Layout and pawns for Mystery of the Abbey. (Days of Wonder)

The first version of what would later become Mystery of the Abbey was a science fiction game, The Red Creature with One Eye and Eight Tentacles. The story was a kind of second-degree whodunit, all about finding out which creature was missing from the space station by asking players about the number of one-eyed, three-tentacled, or green creature cards in their hand. It was fun, but a bit of a brain burner, note2note and the theme was not really suggestive. When Serge Laget and I decided to use this base system for a Name of the Rose game, it meant more than changing the setting, and it brought many new rules and elements to the game.
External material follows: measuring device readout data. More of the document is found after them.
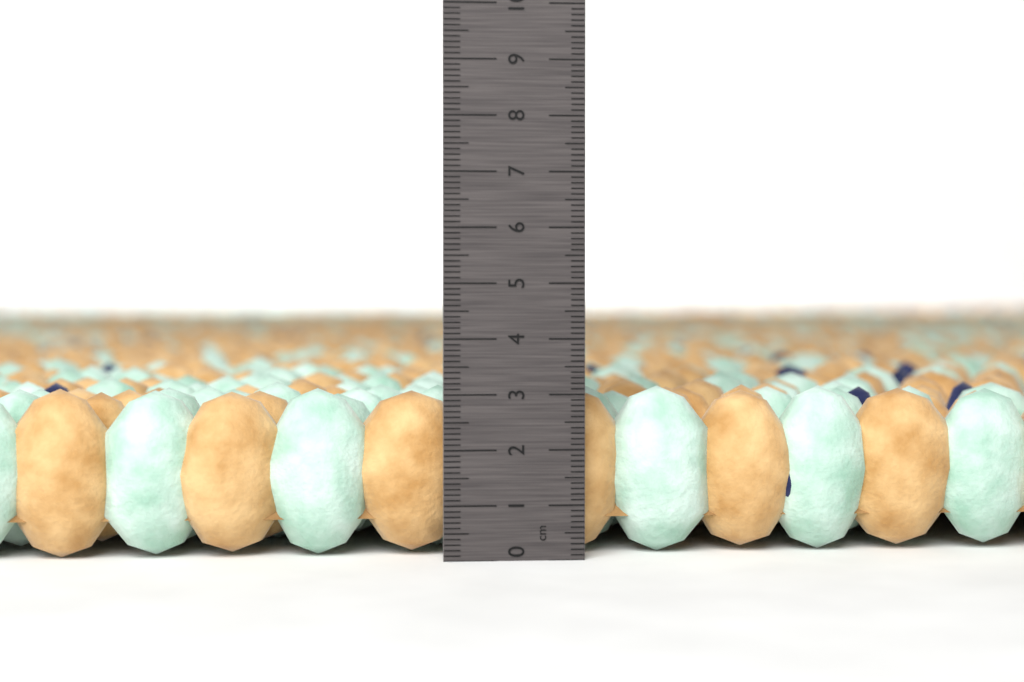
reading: 3.1 cm
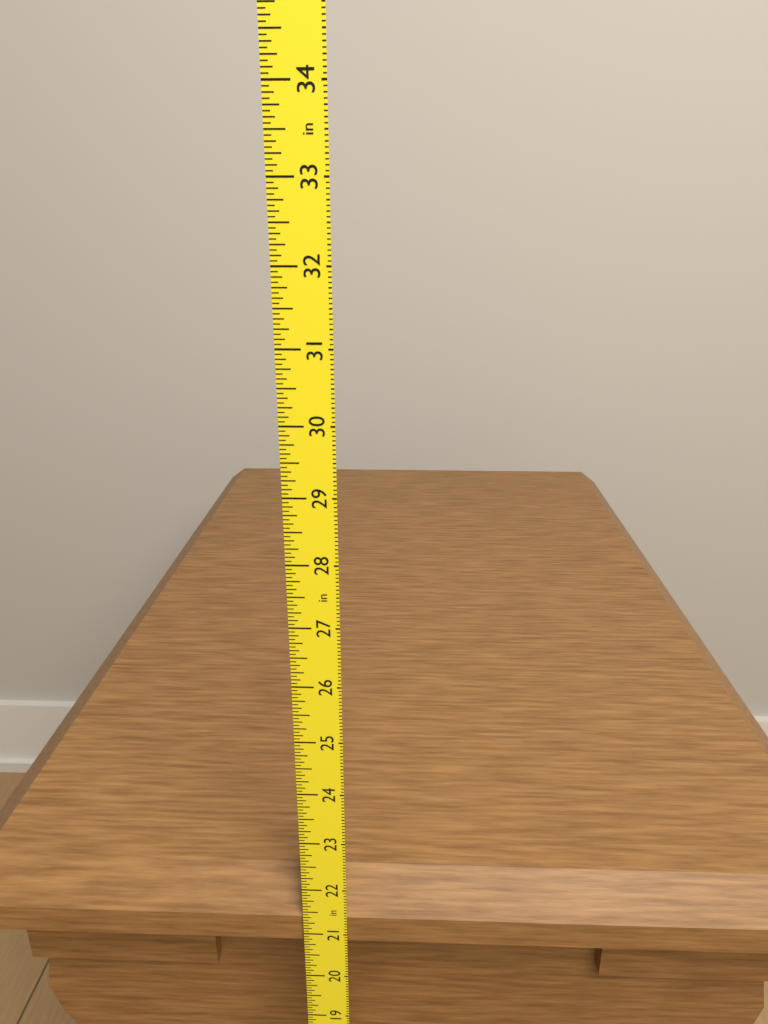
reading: 22.0000 in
The rule stating that you can make a vow of silence (refuse to answer a question posed by another player) has a strong effect on the game and strongly contributes to the monastic ambiance. This is more allusion - in French we say a "wink" - than simulation. When someone states that he has made such a vow, you know you are in a monastery - even though it has nothing to do with the monastic orders used in the game, and even though in the real world you usually don't make such a vow for just a few hours.

It is the same with the masses that regulate the game. Every four turns, players are called to mass and their pawns gather in the abbey church. Players pass cards to their neighbors during the mass, suggesting the talking and whispering of monks at this occasion. Also, there is always some unexpected event occurring at the end of the mass - suggested by drawing an event card. Laget and I wanted action cards, and calling them "books" was an obvious move.
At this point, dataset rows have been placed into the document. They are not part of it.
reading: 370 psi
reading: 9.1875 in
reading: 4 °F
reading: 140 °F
Layout and pawns for Mystery of the Abbey. (Days of Wonder)

This shows clearly that there is no "first" and "second" between game systems and game setting, but that when the design flows well, as I like it to flow, systems and theme regularly generate each other in a dialectic process. Sometimes, a mechanism can induce a theme (a whodunit game where you look for the culprit can be set in the Cadfael/Name of the Rose universe); sometimes the setting suggests a mechanism (if it's a monastery, there must be a rule about silence, and there must be masses). noteSide Barnote

The idea was to suggest both Clue and The Name of the Rose, so there had to be rooms, there had to be a murder, and there had to be monks. Our rooms not only have different names, but also different effects, selected both to be useful in the game and to suggest the story. A problem with Clue is that you can play Miss Scarlet without knowing that Miss Scarlet is the murderer, and we took care to avoid such incoherencies. To differentiate the monks, rank and order sounded obvious, and combining those with a physical aspect gave a strong whodunit feel to the questions asked: "Have you seen a fat, bearded Benedictine..." Now you are in a whodunit.

References: Literature

Eco, Umberto (translated by William Weaver) (1983). The Name of the Rose. Orlando: Harcourt Books.

References: Games

Mystery of the Abbey. Bruno Faidutti and Serge Laget; Days of Wonder. 2003.